I've ridden a Waymo (in Phoenix) and it felt very safe. The few times I've tried FSD in Tesla (~1 year ago) it did pretty well, but I had to intervene a few times, HOWEVER - I think part of the problem is I am worried about my responsibility, damage to the vehicle, and being thought of as "that guy" by other drivers (for example if it takes too long at a four-way stop waiting for the other car when it's actually our right-of-way). If I were not responsible for the car, as in a Waymo, I would probably let the Tesla FSD do its thing with less micro-management and it would do fine. I'll try the Robotaxi when it arrives.
The reason I will never get into such a vehicle is not necessarily because I know it to be unsafe— but rather because the arrogance of the people who created that technology means that they probably didn’t bother to test it well.

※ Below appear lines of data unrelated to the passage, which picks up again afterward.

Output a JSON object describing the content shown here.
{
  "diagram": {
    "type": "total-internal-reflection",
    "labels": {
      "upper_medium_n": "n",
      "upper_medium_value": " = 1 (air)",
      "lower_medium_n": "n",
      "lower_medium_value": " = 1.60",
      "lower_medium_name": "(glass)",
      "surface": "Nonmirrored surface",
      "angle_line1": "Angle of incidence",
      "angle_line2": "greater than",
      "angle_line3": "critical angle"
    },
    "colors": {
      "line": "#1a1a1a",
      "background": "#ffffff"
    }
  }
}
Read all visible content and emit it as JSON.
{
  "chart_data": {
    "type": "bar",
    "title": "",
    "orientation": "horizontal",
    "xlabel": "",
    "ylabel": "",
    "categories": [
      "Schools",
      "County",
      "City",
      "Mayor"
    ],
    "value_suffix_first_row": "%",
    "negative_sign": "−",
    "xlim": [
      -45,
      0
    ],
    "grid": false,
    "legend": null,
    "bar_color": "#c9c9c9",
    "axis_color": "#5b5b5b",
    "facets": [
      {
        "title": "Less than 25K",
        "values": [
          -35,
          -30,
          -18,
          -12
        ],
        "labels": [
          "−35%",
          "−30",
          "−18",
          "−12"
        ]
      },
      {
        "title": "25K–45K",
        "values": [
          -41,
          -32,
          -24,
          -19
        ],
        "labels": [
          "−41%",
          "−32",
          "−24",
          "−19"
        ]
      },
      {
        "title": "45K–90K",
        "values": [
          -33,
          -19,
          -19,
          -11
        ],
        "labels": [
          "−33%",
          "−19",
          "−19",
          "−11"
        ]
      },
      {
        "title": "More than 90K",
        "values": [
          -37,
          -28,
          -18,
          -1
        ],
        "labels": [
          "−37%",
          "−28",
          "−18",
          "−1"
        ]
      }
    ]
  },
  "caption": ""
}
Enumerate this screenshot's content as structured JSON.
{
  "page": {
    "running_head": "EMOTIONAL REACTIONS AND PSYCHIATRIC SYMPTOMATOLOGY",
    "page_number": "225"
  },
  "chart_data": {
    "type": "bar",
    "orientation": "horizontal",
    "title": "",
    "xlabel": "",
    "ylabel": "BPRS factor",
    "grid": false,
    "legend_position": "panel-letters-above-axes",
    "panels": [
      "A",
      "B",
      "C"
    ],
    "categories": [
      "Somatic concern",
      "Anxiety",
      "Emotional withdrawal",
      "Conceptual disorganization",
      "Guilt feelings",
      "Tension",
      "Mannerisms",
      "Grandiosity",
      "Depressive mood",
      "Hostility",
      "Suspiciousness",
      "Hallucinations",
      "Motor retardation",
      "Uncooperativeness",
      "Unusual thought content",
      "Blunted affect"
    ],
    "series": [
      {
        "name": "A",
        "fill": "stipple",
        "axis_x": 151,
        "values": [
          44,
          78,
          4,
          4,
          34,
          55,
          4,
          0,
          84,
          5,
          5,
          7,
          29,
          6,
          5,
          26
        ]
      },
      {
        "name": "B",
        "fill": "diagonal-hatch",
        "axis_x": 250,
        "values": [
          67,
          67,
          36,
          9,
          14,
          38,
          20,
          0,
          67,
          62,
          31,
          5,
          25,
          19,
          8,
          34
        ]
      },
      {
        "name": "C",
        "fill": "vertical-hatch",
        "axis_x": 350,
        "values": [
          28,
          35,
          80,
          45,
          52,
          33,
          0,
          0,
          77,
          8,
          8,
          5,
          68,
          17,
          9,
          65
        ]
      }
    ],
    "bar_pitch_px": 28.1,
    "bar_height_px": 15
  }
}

Waymo is magic. I’ve been in a rented Tesla and the FSD was wildly unpredictable. Good enough 99% of the time. But sure to cause a crash in the edge cases. Never experienced that in Waymo.
Right this has always been and continues to be the problem with Tesla's solutions. 99% good enough / 1% terrifying is not a good way to travel 10k miles/year. Even 99.99% / 0.01% is insufficient.

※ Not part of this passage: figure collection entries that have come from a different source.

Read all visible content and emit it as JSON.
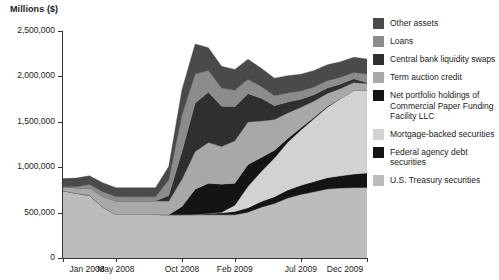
{
  "chart_data": {
    "type": "area",
    "stacked": true,
    "title": "Millions ($)",
    "xlabel": "",
    "ylabel": "Millions ($)",
    "ylim": [
      0,
      2500000
    ],
    "ytick_labels": [
      "0",
      "500,000",
      "1,000,000",
      "1,500,000",
      "2,000,000",
      "2,500,000"
    ],
    "ytick_values": [
      0,
      500000,
      1000000,
      1500000,
      2000000,
      2500000
    ],
    "grid": false,
    "legend_position": "right",
    "xtick_labels": [
      "Jan 2008",
      "May 2008",
      "Oct 2008",
      "Feb 2009",
      "Jul 2009",
      "Dec 2009"
    ],
    "xtick_positions": [
      0,
      4,
      9,
      13,
      18,
      23
    ],
    "x": [
      "Jan 2008",
      "Feb 2008",
      "Mar 2008",
      "Apr 2008",
      "May 2008",
      "Jun 2008",
      "Jul 2008",
      "Aug 2008",
      "Sep 2008",
      "Oct 2008",
      "Nov 2008",
      "Dec 2008",
      "Jan 2009",
      "Feb 2009",
      "Mar 2009",
      "Apr 2009",
      "May 2009",
      "Jun 2009",
      "Jul 2009",
      "Aug 2009",
      "Sep 2009",
      "Oct 2009",
      "Nov 2009",
      "Dec 2009"
    ],
    "series": [
      {
        "name": "U.S. Treasury securities",
        "color": "#bcbcbc",
        "values": [
          740000,
          713000,
          690000,
          560000,
          479000,
          479000,
          479000,
          479000,
          476000,
          476000,
          476000,
          476000,
          475000,
          475000,
          505000,
          560000,
          600000,
          660000,
          700000,
          730000,
          760000,
          770000,
          775000,
          777000
        ]
      },
      {
        "name": "Federal agency debt securities",
        "color": "#141414",
        "values": [
          0,
          0,
          0,
          0,
          0,
          0,
          0,
          0,
          0,
          0,
          2000,
          14000,
          22000,
          38000,
          48000,
          62000,
          75000,
          88000,
          100000,
          112000,
          125000,
          135000,
          150000,
          160000
        ]
      },
      {
        "name": "Mortgage-backed securities",
        "color": "#d2d2d2",
        "values": [
          0,
          0,
          0,
          0,
          0,
          0,
          0,
          0,
          0,
          0,
          0,
          0,
          7000,
          68000,
          236000,
          330000,
          427000,
          526000,
          610000,
          693000,
          775000,
          852000,
          920000,
          909000
        ]
      },
      {
        "name": "Net portfolio holdings of Commercial Paper Funding Facility LLC",
        "color": "#141414",
        "values": [
          0,
          0,
          0,
          0,
          0,
          0,
          0,
          0,
          0,
          90000,
          280000,
          332000,
          309000,
          242000,
          242000,
          154000,
          84000,
          41000,
          25000,
          16000,
          10000,
          0,
          0,
          0
        ]
      },
      {
        "name": "Term auction credit",
        "color": "#a8a8a8",
        "values": [
          40000,
          60000,
          80000,
          120000,
          150000,
          150000,
          150000,
          150000,
          150000,
          300000,
          415000,
          450000,
          416000,
          468000,
          468000,
          403000,
          340000,
          283000,
          224000,
          178000,
          143000,
          109000,
          88000,
          75000
        ]
      },
      {
        "name": "Central bank liquidity swaps",
        "color": "#2f2f2f",
        "values": [
          0,
          0,
          0,
          0,
          0,
          0,
          0,
          0,
          62000,
          308000,
          533000,
          554000,
          442000,
          376000,
          310000,
          250000,
          150000,
          120000,
          90000,
          70000,
          60000,
          50000,
          40000,
          10000
        ]
      },
      {
        "name": "Loans",
        "color": "#8c8c8c",
        "values": [
          5000,
          12000,
          40000,
          50000,
          45000,
          45000,
          45000,
          45000,
          170000,
          400000,
          320000,
          240000,
          200000,
          180000,
          160000,
          130000,
          110000,
          100000,
          90000,
          85000,
          80000,
          75000,
          70000,
          95000
        ]
      },
      {
        "name": "Other assets",
        "color": "#4a4a4a",
        "values": [
          90000,
          95000,
          95000,
          100000,
          100000,
          100000,
          100000,
          100000,
          150000,
          280000,
          330000,
          250000,
          240000,
          230000,
          220000,
          200000,
          195000,
          190000,
          185000,
          180000,
          175000,
          170000,
          168000,
          165000
        ]
      }
    ]
  },
  "legend": {
    "items": [
      {
        "label": "Other assets",
        "color": "#4a4a4a"
      },
      {
        "label": "Loans",
        "color": "#8c8c8c"
      },
      {
        "label": "Central bank liquidity swaps",
        "color": "#2f2f2f"
      },
      {
        "label": "Term auction credit",
        "color": "#a8a8a8"
      },
      {
        "label": "Net portfolio holdings of Commercial Paper Funding Facility LLC",
        "color": "#141414"
      },
      {
        "label": "Mortgage-backed securities",
        "color": "#d2d2d2"
      },
      {
        "label": "Federal agency debt securities",
        "color": "#141414"
      },
      {
        "label": "U.S. Treasury securities",
        "color": "#bcbcbc"
      }
    ]
  }
}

One tell - the amount of FSD guys that will quietly admit, if you ask, that their wife won't let them use it when she is in the car :-). Certainly my wife felt that way about AP/EAP in all its variations.
Women have a higher bar for technology, in that they expect it to actually work, not just be a neat idea.
I'll add that when I am walking or cycling anywhere, I feel a lot safer around Waymos.
Just yesterday in SF I nearly collided on my bike with a human SUV driver (likely an Uber), who pulled out impatiently into the bike lane to pass a Waymo which was stopped at a light waiting for a pedestrian to finish crossing (against the signal).